Kamala Harris is positioned to become the first woman, first Black person, and first Indian American person to be elected vice president of the United States. And with these historic firsts, vice president-elect Harris also brings a mix of her Black Baptist faith and Hindu heritage. On Saturday, Joe Biden defeated President Donald Trump after winning Pennsylvania and crossing the 270 vote threshold needed to secure the Electoral College.
On Aug. 19, as she accepted the Democratic nomination for vice president of the United States, Harris quoted 2 Corinthians 5:7 expressing her commitment “[t]o the Word that teaches me to walk by faith, and not by sight. And to a vision passed on through generations of Americans ... of our nation as a Beloved Community — where all are welcome, no matter what we look like, where we come from, or who we love.”
Rev. Dr. Amos C. Brown, longtime pastor of Third Baptist Church of San Francisco and civil rights leader, told Sojourners that Harris is a member of his church who has attended for years. According to Brown, Harris embodies James 2:26 — “faith without works is dead.”
“That’s what we need in America. Just understand that what America needs to be authentic, she already embodies it," Brown said, adding that Harris was "a person of character, courage, compassion, and critical thinking.”
Harris was raised in a multifaith family: Her mother, Shyamala Gopalan, was a Hindu from Chennai, India; her father, Donald Harris, was a Black Baptist from Jamaica. During her childhood, Harris was raised with exposure to both faith traditions.
In an email interview with Religion News Service, Harris shared that, on Sundays during her childhood, her downstairs neighbor, Regina Shelton, often took Harris and her sister, Maya, to the 23rd Avenue Church of God in Oakland, Calif.
At the church, which had Pentecostal roots, Harris and her sister sang in the children’s choir.
“My earliest memories of the teachings of the Bible were of a loving God, a God who asked us to ‘speak up for those who cannot speak for themselves’ and to ‘defend the rights of the poor and needy,’” vice president-elect Harris wrote in her memoir, The Truths We Hold.
“This is where I learned that ‘faith’ is a verb; I believe we must live our faith and show faith in action,” she wrote.
Harris was also immersed in the faith tradition of her mother’s heritage. As a child, Harris took trips to India, where she visited Hindu temples with her relatives.
According to the New York Times, Gopalan “introduced her daughters to Hindu mythology ... and took them to a nearby Hindu temple where [Gopalan] occasionally sang.”
For Harris, the tradition apparently stuck. Years later during her 2010 race for California attorney general, “Harris called her aunt Sarala Gopalan in Chennai and asked her to break coconuts for good luck at a Hindu temple overlooking the beach at Besant Nagar where she used to walk with her grandfather,” the New York Times reported.
“The aunt lined up 108 coconuts — an auspicious number in Hinduism — to be smashed.”
Harris won the election. When she was sworn into the Senate in 2017, she did so using “a long-kept family Bible,” according to KPBS.
As an elected official, Harris has cited her faith as a motivator for pursuing social justice.
In her email interview with Religion News Service, Harris wrote that she traces her belief in the importance of public service back to learning the parable of the good Samaritan and other biblical teachings about looking out for our neighbors, “and understanding that our neighbors aren’t just those who live in our ZIP code, but include the stranger, too.”
“Over the course of my career, I’ve always tried to be an advocate for the voiceless and vulnerable, whether it was survivors of sexual assault or California homeowners defrauded by big banks. And some of the leaders I’ve always looked up to most, from Constance Baker Motley to Thurgood Marshall to Ella Baker, have understood that you often need a deep faith to see what can be unburdened by what has been,” Harris wrote.
Harris added that, as vice president, she and president-elect Joe Biden “will not only partner with faith-based organizations and faith communities, we will safeguard them ... When Joe and I are in the White House, we will help protect these communities by providing increased security grants to religious communities, establishing a Faith Based Law Enforcement program in the Department of Justice, and strengthening prosecution of hate crimes.”
On the campaign trail, Harris repeated this message. During her August campaign in Iowa, Harris addressed congregants at Sunday services at the Corinthian Baptist Church in Des Moines. In October, Harris spoke at a Sunday service at Triumph Church in Southfield, Mich.
From her podium inside the church, Harris’ message was projected outside for parishioners to see in a drive-in setting.
“We need to always feel the grace of God and to be at church,” Harris told the crowd. “Don’t we all especially need church right now?”
Editor's note: This article has been updated to correct the chapter of scripture referenced in the book of James.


Problem requirements: Copy, from the data below, each line that has the word "label".

(Dataset listings of figures)
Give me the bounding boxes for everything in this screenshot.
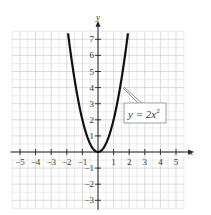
svg-text:5: 5 bbox=[90, 67, 95, 77]
svg-text:−3: −3 bbox=[84, 195, 94, 205]
svg-text:1: 1 bbox=[90, 131, 95, 141]
svg-text:2: 2 bbox=[127, 157, 132, 167]
svg-text:2: 2 bbox=[90, 115, 95, 125]
svg-text:−2: −2 bbox=[62, 157, 72, 167]
x-axis-label: x bbox=[188, 147, 193, 157]
axes bbox=[11, 21, 194, 210]
y-axis-label: y bbox=[95, 12, 100, 22]
svg-text:−2: −2 bbox=[84, 179, 94, 189]
svg-text:−5: −5 bbox=[15, 157, 25, 167]
svg-text:1: 1 bbox=[111, 157, 116, 167]
svg-text:4: 4 bbox=[90, 83, 95, 93]
svg-text:3: 3 bbox=[90, 99, 95, 109]
curve-label-exponent: 2 bbox=[156, 107, 160, 115]
parabola-chart: −5−4−3−2−112345−3−2−11234567 y = 2x2 x y bbox=[0, 0, 211, 215]
svg-text:3: 3 bbox=[143, 157, 148, 167]
curve-label-text: y = 2x bbox=[127, 108, 156, 120]
svg-text:−3: −3 bbox=[46, 157, 56, 167]
svg-text:−4: −4 bbox=[31, 157, 41, 167]
svg-text:7: 7 bbox=[90, 34, 95, 44]
svg-text:6: 6 bbox=[90, 50, 95, 60]
svg-text:4: 4 bbox=[158, 157, 163, 167]
svg-text:5: 5 bbox=[174, 157, 179, 167]
svg-text:y = 2x2: y = 2x2 bbox=[127, 107, 160, 120]
svg-text:−1: −1 bbox=[84, 163, 94, 173]
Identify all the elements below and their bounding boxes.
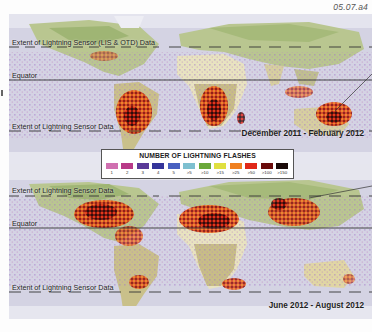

Result:
x-axis-label: x bbox=[188, 147, 193, 157]
y-axis-label: y bbox=[95, 12, 100, 22]
curve-label-exponent: 2 bbox=[156, 107, 160, 115]
curve-label-text: y = 2x bbox=[127, 108, 156, 120]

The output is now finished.